Monthly Lectures on Islamic Legal Genres: “Ṭabaqāt al-Fuqahāʾ: What is a Genre?” by Professor Marion Katz

By Omar Khaled Abdel-Ghaffar

This is a summary of the lecture by Professor Marion Katz entitled “Ṭabaqāt al-Fuqahāʾ: What is a Genre?,” delivered on October 27, 2021 at 12 noon (EST), 6 pm (Münster) 7 pm (Istanbul) via Zoom.  The video recording of the lecture can be accessed here.

Professor Marion Katz delivered October’s lecture for the Islamic Legal Genres project, covering the genre of tabaqāt al-fuqahāʾ, or legal biographies. Her talk was composed of three sections: a review of scholarship on ṭabaqāt, followed by the objectives of legal biographies, and finally a discussion of whether or not ṭabaqāt constitute a single coherent genre. Professor Katz argues that to understand ṭabaqāt, we must study the variety of purposes these biographies served throughout history, thereby understanding that ṭabaqāt did not form a uniform genre in and of themselves.

Western scholarship’s interpretation of the origin and purpose of tabaqāt al-fuqahāʾ has changed overtime, according to Professor Katz. The first study, conducted by Otto Loth (d. 1881) in 1869 connected the genre to ḥadīth sciences, but Willi Heffining (d. 1944) pointed out that the earliest ṭabaqāt of poets were in fact contemporaneous with the ṭabaqāt of ḥadīth narrators. In doing so, Heffining commenced an ongoing debate on the purpose of ṭabaqāt in general and ṭabaqāt al-fuqahāʾ in particular. Hamilton Gibb (d. 1971) argued that ṭabaqāt affirmed the Islamic ideal that individual Muslim men and women constituted and developed Muslim culture, a position that Wada al-Qadi built on to argue that early ṭabaqāt literature ordered and structured scholars who were not otherwise institutionalized. In doing so, they discursively established institutions and continuities as well as articulated ties between scholars across time and space. George Makdisi (d. 2002) argued that these discursive institutions were central to establishing notions of orthodoxy. Makdisi saw the authorship of ṭabaqāt as constitutive to the Muslim understanding of the legal school-as-guild.

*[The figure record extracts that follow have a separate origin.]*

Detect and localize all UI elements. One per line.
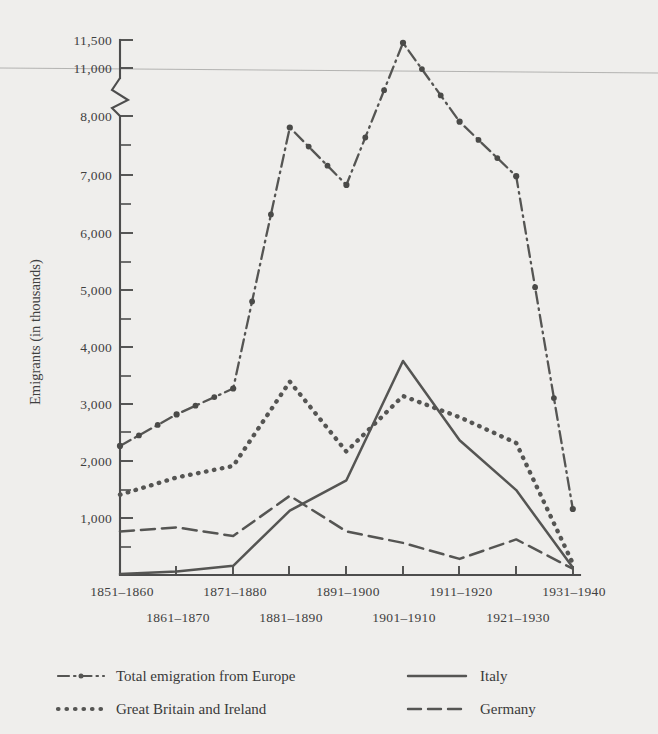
y-tick-label: 6,000 (80, 226, 112, 241)
data-point-marker (570, 506, 576, 512)
x-tick-label: 1891–1900 (316, 584, 379, 599)
legend-label-gb: Great Britain and Ireland (116, 701, 267, 717)
y-tick-label: 8,000 (80, 109, 112, 124)
x-tick-label: 1881–1890 (259, 610, 322, 625)
data-point-marker (174, 411, 180, 417)
y-tick-label: 7,000 (80, 168, 112, 183)
emigration-line-chart: 11,500 11,000 8,000 7,000 6,000 5,000 4,… (0, 0, 658, 734)
series-line-2 (120, 361, 573, 574)
y-tick-label: 1,000 (80, 511, 112, 526)
data-point-marker (551, 395, 557, 401)
data-point-marker (136, 433, 142, 439)
y-tick-label: 5,000 (80, 283, 112, 298)
data-point-marker (381, 87, 387, 93)
legend-label-germany: Germany (480, 701, 536, 717)
data-point-marker (249, 299, 255, 305)
y-tick-label: 2,000 (80, 454, 112, 469)
x-tick-label: 1871–1880 (203, 584, 266, 599)
y-axis-title: Emigrants (in thousands) (27, 259, 44, 405)
data-point-marker (494, 155, 500, 161)
legend-label-italy: Italy (480, 668, 508, 684)
data-point-marker (532, 284, 538, 290)
data-point-marker (457, 119, 463, 125)
data-point-marker (513, 173, 519, 179)
legend: Total emigration from Europe Great Brita… (58, 668, 536, 717)
x-tick-label: 1921–1930 (486, 610, 549, 625)
data-point-marker (419, 66, 425, 72)
data-point-marker (230, 385, 236, 391)
data-point-marker (268, 212, 274, 218)
legend-label-total: Total emigration from Europe (116, 668, 296, 684)
y-tick-label: 4,000 (80, 340, 112, 355)
series-layer (117, 40, 576, 574)
data-point-marker (155, 422, 161, 428)
chart-svg: 11,500 11,000 8,000 7,000 6,000 5,000 4,… (0, 0, 658, 734)
x-tick-label: 1861–1870 (146, 610, 209, 625)
data-point-marker (400, 40, 406, 46)
data-point-marker (306, 144, 312, 150)
y-tick-label: 3,000 (80, 397, 112, 412)
data-point-marker (193, 403, 199, 409)
data-point-marker (211, 394, 217, 400)
series-line-3 (120, 496, 573, 569)
data-point-marker (438, 93, 444, 99)
data-point-marker (325, 163, 331, 169)
x-tick-label: 1901–1910 (372, 610, 435, 625)
legend-marker-total (79, 674, 84, 679)
series-line-0 (120, 43, 573, 509)
x-tick-label: 1851–1860 (90, 584, 153, 599)
data-point-marker (343, 182, 349, 188)
y-tick-label: 11,000 (74, 61, 112, 76)
x-tick-label: 1911–1920 (430, 584, 493, 599)
x-tick-label: 1931–1940 (542, 584, 605, 599)
y-ticks (120, 40, 133, 547)
axis-break-symbol (112, 78, 128, 116)
data-point-marker (476, 137, 482, 143)
y-tick-label: 11,500 (74, 33, 112, 48)
data-point-marker (362, 135, 368, 141)
data-point-marker (117, 443, 123, 449)
data-point-marker (287, 124, 293, 130)
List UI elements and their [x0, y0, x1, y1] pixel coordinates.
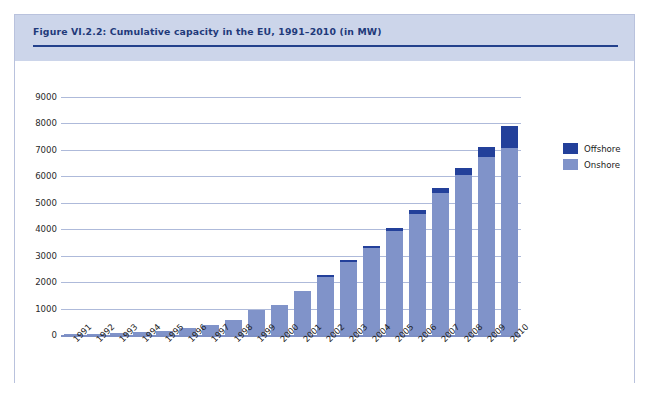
chart-legend: OffshoreOnshore: [563, 143, 635, 175]
bar-1997[interactable]: [202, 97, 219, 335]
gridline-8000: [61, 123, 521, 124]
bar-segment-offshore: [432, 188, 449, 194]
y-tick-label-8000: 8000: [17, 118, 57, 128]
bar-1996[interactable]: [179, 97, 196, 335]
bar-segment-onshore: [455, 175, 472, 335]
bar-2007[interactable]: [432, 97, 449, 335]
y-tick-label-2000: 2000: [17, 277, 57, 287]
bar-2003[interactable]: [340, 97, 357, 335]
bar-2002[interactable]: [317, 97, 334, 335]
chart-plot-area: [61, 97, 521, 335]
bar-segment-offshore: [501, 126, 518, 148]
gridline-2000: [61, 282, 521, 283]
legend-label: Offshore: [584, 144, 621, 154]
legend-item-onshore[interactable]: Onshore: [563, 159, 635, 170]
bar-2006[interactable]: [409, 97, 426, 335]
bar-segment-offshore: [317, 275, 334, 277]
bar-segment-offshore: [409, 210, 426, 214]
figure-header-band: Figure VI.2.2: Cumulative capacity in th…: [15, 15, 634, 61]
y-axis-tick-labels: 0100020003000400050006000700080009000: [15, 97, 57, 335]
y-tick-label-4000: 4000: [17, 224, 57, 234]
bar-segment-onshore: [386, 231, 403, 335]
bar-1993[interactable]: [110, 97, 127, 335]
y-tick-label-6000: 6000: [17, 171, 57, 181]
gridline-9000: [61, 97, 521, 98]
bar-2008[interactable]: [455, 97, 472, 335]
bar-segment-offshore: [363, 246, 380, 248]
legend-swatch-icon: [563, 143, 578, 154]
bar-2005[interactable]: [386, 97, 403, 335]
bar-2000[interactable]: [271, 97, 288, 335]
y-tick-label-5000: 5000: [17, 198, 57, 208]
y-tick-label-0: 0: [17, 330, 57, 340]
legend-swatch-icon: [563, 159, 578, 170]
plot-wrapper: 0100020003000400050006000700080009000 19…: [15, 61, 634, 384]
bar-2004[interactable]: [363, 97, 380, 335]
bar-2010[interactable]: [501, 97, 518, 335]
bar-1991[interactable]: [64, 97, 81, 335]
y-tick-label-3000: 3000: [17, 251, 57, 261]
gridline-6000: [61, 176, 521, 177]
bar-1995[interactable]: [156, 97, 173, 335]
y-tick-label-1000: 1000: [17, 304, 57, 314]
bar-segment-onshore: [501, 148, 518, 335]
bar-1999[interactable]: [248, 97, 265, 335]
legend-item-offshore[interactable]: Offshore: [563, 143, 635, 154]
legend-label: Onshore: [584, 160, 620, 170]
bar-segment-offshore: [455, 168, 472, 175]
x-axis-tick-labels: 1991199219931994199519961997199819992000…: [61, 337, 521, 383]
bar-1994[interactable]: [133, 97, 150, 335]
bar-2001[interactable]: [294, 97, 311, 335]
gridline-7000: [61, 150, 521, 151]
bar-segment-offshore: [386, 228, 403, 231]
bar-segment-onshore: [363, 248, 380, 335]
gridline-3000: [61, 256, 521, 257]
gridline-1000: [61, 309, 521, 310]
bar-1992[interactable]: [87, 97, 104, 335]
bar-segment-offshore: [340, 260, 357, 262]
bar-segment-onshore: [432, 193, 449, 335]
figure-container: Figure VI.2.2: Cumulative capacity in th…: [14, 14, 635, 383]
bar-segment-offshore: [478, 147, 495, 157]
gridline-5000: [61, 203, 521, 204]
bar-2009[interactable]: [478, 97, 495, 335]
title-underline-rule: [33, 45, 618, 47]
y-tick-label-7000: 7000: [17, 145, 57, 155]
bar-1998[interactable]: [225, 97, 242, 335]
bar-segment-onshore: [478, 157, 495, 335]
y-tick-label-9000: 9000: [17, 92, 57, 102]
figure-title: Figure VI.2.2: Cumulative capacity in th…: [33, 26, 382, 37]
gridline-4000: [61, 229, 521, 230]
bar-segment-onshore: [409, 214, 426, 335]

Katz studied the introductory “statements of purpose” in ṭabaqāt texts to develop five overarching reasons for penning ṭabaqāt works. The first is a pragmatic purpose: authors wanted the texts to serve as reference works for jurists and students in legal research. An example of this type of text would be Abū Isḥāq al-Shirāzī’s (d. 476/1083) Ṭabaqāt al-fuqahāʾ. These texts helped students identify the parameters of legitimate ikhtilāf. The second major purpose was devotional: authors wrote biographies to illustrate moral exemplars for their readers. An example of this type of genre could be ʿAlī al-Qārī’s (d. 1014/1605) al-Athmā al-janiyya fī asmāʾ al-Ḥanafiyya. The third purpose is to allow for taqlīd, or legal conformity. Such biographies established evidence for who belonged to a specific legal school, and thereby the networks of valid emulation and student-teacher relationships. An example of this text would be Ibn Farḥūn’s (d.799/1397) Ṭabaqāt. Professor Katz exemplified the fourth and fifth purposes using Tāj al-Dīn al-Subkī’s (d. 771/1370) Ṭabaqāt al-Shāfiʿiyya. The fourth purpose was for social capital: to argue for the primacy of one’s legal school, the articulation of the author’s credentials, or the author’s lineage. The fifth was simply for entertainment: Subkī’s text mentions entertainment value explicitly in the introduction, and commonly quotes poetry, stories, and outrageous legal opinions.

By outlining these varying purposes for writing ṭabaqāt al-fuqahāʾ literature, Professor Katz furthers her argument that ṭabaqāt are a dynamic and complex genre (if we are still to consider them a single genre) that serve a wide variety of purposes. Ṭabaqāt in fact touch upon many genres: ḥawāshī, in their elaboration on specific legal positions, manāqib (laudatory biographies) in their offering of moral examples, and muʿjam al-shuyūkh (scholarly lineages) in their offering of scholarly lineages. By posing these connections, Professor Katz challenges us to rethink not only the genre of ṭabaqāt al-fuqahāʾ, but to reconsider how we define a genre in the first place.